IBM Quantum System Two is the first modular utility-scaled quantum computer system, unveiled by IBM on December 4, 2023. [1]It is a successor to the IBM Quantum System One.. It contains three IBM Quantum Heron processors, which can be scaled up due to its modularity, and later upgraded for newer QPU's, as it is fully upgradeable.
Quantum computing has long been a concept stuck in the theory phase. Using quantum mechanics to create a class of next-generation quantum computers with nearly unlimited computing power remained ...
The current state of quantum computing [1] is referred to as the noisy intermediate-scale quantum (NISQ) era, [2] [3] characterized by quantum processors containing up to 1,000 qubits which are not advanced enough yet for fault-tolerance or large enough to achieve quantum advantage.

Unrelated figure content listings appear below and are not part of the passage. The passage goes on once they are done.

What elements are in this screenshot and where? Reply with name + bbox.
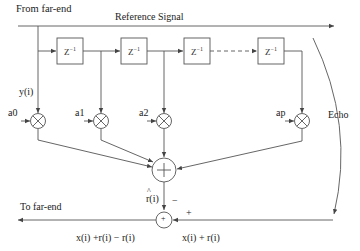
input-signal-label: y(i) bbox=[19, 87, 33, 97]
ap-to-adder bbox=[177, 129, 302, 169]
from-far-end-label: From far-end bbox=[16, 4, 71, 15]
estimate-label: r(i) bbox=[146, 194, 159, 204]
multiplier-a0 bbox=[31, 114, 46, 129]
delay-block-1-label: Z−1 bbox=[57, 46, 83, 57]
multiplier-a1 bbox=[94, 114, 109, 129]
delay-block-4-label: Z−1 bbox=[258, 46, 284, 57]
received-signal-label: x(i) + r(i) bbox=[182, 233, 220, 243]
delay-block-2-label: Z−1 bbox=[121, 46, 147, 57]
coef-a2-label: a2 bbox=[139, 108, 148, 118]
plus-sign: + bbox=[186, 208, 192, 218]
echo-canceller-diagram bbox=[0, 0, 360, 251]
subtractor-plus-symbol: + bbox=[161, 215, 166, 223]
tap-p-line bbox=[284, 51, 302, 113]
coef-a1-label: a1 bbox=[75, 108, 84, 118]
minus-sign: − bbox=[172, 196, 178, 206]
echo-label: Echo bbox=[328, 110, 349, 120]
output-signal-label: x(i) +r(i) − r(i) bbox=[76, 233, 135, 243]
reference-signal-label: Reference Signal bbox=[115, 12, 184, 22]
coef-ap-label: ap bbox=[276, 108, 285, 118]
multiplier-ap bbox=[295, 114, 310, 129]
delay-block-3-label: Z−1 bbox=[184, 46, 210, 57]
a0-to-adder bbox=[38, 129, 152, 167]
echo-path-curve bbox=[313, 38, 341, 214]
summing-junction bbox=[152, 158, 176, 182]
multiplier-a2 bbox=[157, 114, 172, 129]
to-far-end-label: To far-end bbox=[20, 202, 62, 212]
coef-a0-label: a0 bbox=[8, 108, 17, 118]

Possibly the greatest development in the broader digitalization sphere, quantum computers feature the potential to change everything we know about machine-driven calculations, thus auguring very ...
D-Wave Two (project code name Vesuvius) is the second commercially available quantum computer, and the successor to the first commercially available quantum computer, D-Wave One. Both computers were developed by Canadian company D-Wave Systems. [1] The computers are not general purpose, but rather are designed for quantum annealing.